Gujarat HC acquits Mumbai businessman in aircraft grounding case

The Gujarat High Court on Tuesday acquitted Mumbai-based businessman Birju Salla by quashing the conviction and life imprisonment awarded by the special National Investigation Agency (NIA) court in the case of grounding of a Mumbai-Delhi flight in 2017. 

In 2019, the NIA court found him guilty and awarded him life imprisonment under the amended anti-hijacking law. Mr. Salla was the first person to be booked under the stringent Anti-Hijacking Act, 2016. In fact, he was also the first person to be put in the national “no fly list” of the Ministry of Civil Aviation. 

The High Court held that the trial court sentenced him for the offence of hijacking “on the premise of evidence which is tainted with doubt.”

Mr. Salla has spent six years in jail for his mischief or prank of placing a threat note written in English and Urdu in the Mumbai-Delhi Jet Airways flight’s lavatory to impress his girlfriend to return to him.

A Division Bench of Justices A.S. Supehia and M.R. Mengdey quashed the conviction and sentencing of Mr. Salla. 

The letter or note planted by Mr. Salla had stated that the hijackers were on board and that the aircraft would be “flown straight to PoK [Pakistan-occupied Kashmir]”. 

Also read | Jeweller from Mumbai is first on India’s no-fly list

Moreover, it had also warned that “people would die” if efforts were made to land the aircraft elsewhere saying that the explosives had been planted in the cargo area of the aircraft. 

Emergency landing

Upon discovery of the note by the flight crew, the flight was forced to make an emergency landing in Ahmedabad, where Mr. Salla was immediately booked for his mischief or prank. 
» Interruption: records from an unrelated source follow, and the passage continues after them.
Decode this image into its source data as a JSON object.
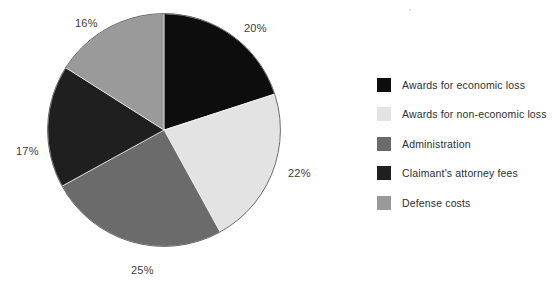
{
  "chart_data": {
    "type": "pie",
    "title": "",
    "subtitle": "",
    "xlabel": "",
    "ylabel": "",
    "grid": false,
    "legend_position": "right",
    "start_angle_deg": 0,
    "direction": "clockwise",
    "categories": [
      "Awards for economic loss",
      "Awards for non-economic loss",
      "Administration",
      "Claimant's attorney fees",
      "Defense costs"
    ],
    "values": [
      20,
      22,
      25,
      17,
      16
    ],
    "value_unit": "%",
    "data_labels": [
      "20%",
      "22%",
      "25%",
      "17%",
      "16%"
    ],
    "colors": [
      "#0d0d0d",
      "#e3e3e3",
      "#6b6b6b",
      "#1f1f1f",
      "#9a9a9a"
    ],
    "slices": [
      {
        "label": "Awards for economic loss",
        "value": 20,
        "data_label": "20%",
        "color": "#0d0d0d"
      },
      {
        "label": "Awards for non-economic loss",
        "value": 22,
        "data_label": "22%",
        "color": "#e3e3e3"
      },
      {
        "label": "Administration",
        "value": 25,
        "data_label": "25%",
        "color": "#6b6b6b"
      },
      {
        "label": "Claimant's attorney fees",
        "value": 17,
        "data_label": "17%",
        "color": "#1f1f1f"
      },
      {
        "label": "Defense costs",
        "value": 16,
        "data_label": "16%",
        "color": "#9a9a9a"
      }
    ]
  },
  "legend": {
    "items": [
      {
        "label": "Awards for economic loss",
        "color": "#0d0d0d"
      },
      {
        "label": "Awards for non-economic loss",
        "color": "#e3e3e3"
      },
      {
        "label": "Administration",
        "color": "#6b6b6b"
      },
      {
        "label": "Claimant's attorney fees",
        "color": "#1f1f1f"
      },
      {
        "label": "Defense costs",
        "color": "#9a9a9a"
      }
    ]
  },
  "labels": {
    "pct_20": "20%",
    "pct_22": "22%",
    "pct_25": "25%",
    "pct_17": "17%",
    "pct_16": "16%"
  }
}
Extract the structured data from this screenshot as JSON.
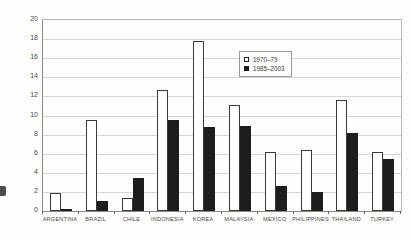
{
  "figure": {
    "background_color": "#fdfdfc",
    "gridline_color": "#d6d6d3",
    "axis_color": "#8a8a8a",
    "text_color": "#4a4a4a"
  },
  "chart_data": {
    "type": "bar",
    "title": "",
    "xlabel": "",
    "ylabel": "",
    "categories": [
      "ARGENTINA",
      "BRAZIL",
      "CHILE",
      "INDONESIA",
      "KOREA",
      "MALAYSIA",
      "MEXICO",
      "PHILIPPINES",
      "THAILAND",
      "TURKEY"
    ],
    "series": [
      {
        "name": "1970–79",
        "style": "open",
        "fill": "#ffffff",
        "border": "#3a3a3a",
        "values": [
          1.9,
          9.5,
          1.4,
          12.7,
          17.8,
          11.1,
          6.2,
          6.4,
          11.6,
          6.2
        ]
      },
      {
        "name": "1985–2003",
        "style": "filled",
        "fill": "#1d1d1d",
        "border": "#1d1d1d",
        "values": [
          0.2,
          1.0,
          3.5,
          9.5,
          8.8,
          8.9,
          2.6,
          2.0,
          8.2,
          5.4
        ]
      }
    ],
    "ylim": [
      0,
      20
    ],
    "yticks": [
      0,
      2,
      4,
      6,
      8,
      10,
      12,
      14,
      16,
      18,
      20
    ],
    "grid": true,
    "legend_position": "upper-middle-right"
  }
}
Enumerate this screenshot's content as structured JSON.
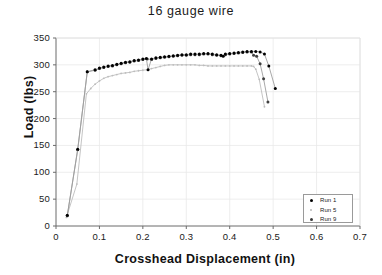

The High Court directed that the ₹5-crore fine which Mr. Salla was ordered to pay be refunded in case it was already paid while dubbing the case as bizarre. The Bench directed that the properties seized and confiscated under the Act by the investigation officer “shall be released forthwith”.

The NIA had said Mr. Salla had prepared a “threat note” in both English and Urdu and placed it “intentionally” in the tissue paper box of the toilet near the business class of the Mumbai-Delhi Jet Airways flight on October 30, 2017, thereby jeopardising the safety of passengers and crew on board.

As per the prosecution, Mr. Salla confessed to the crime and told investigators he had done it in the hope that it would force Jet Airways to close its Delhi operation and his girlfriend, who worked in the airline’s office in the national capital, would come back to Mumbai.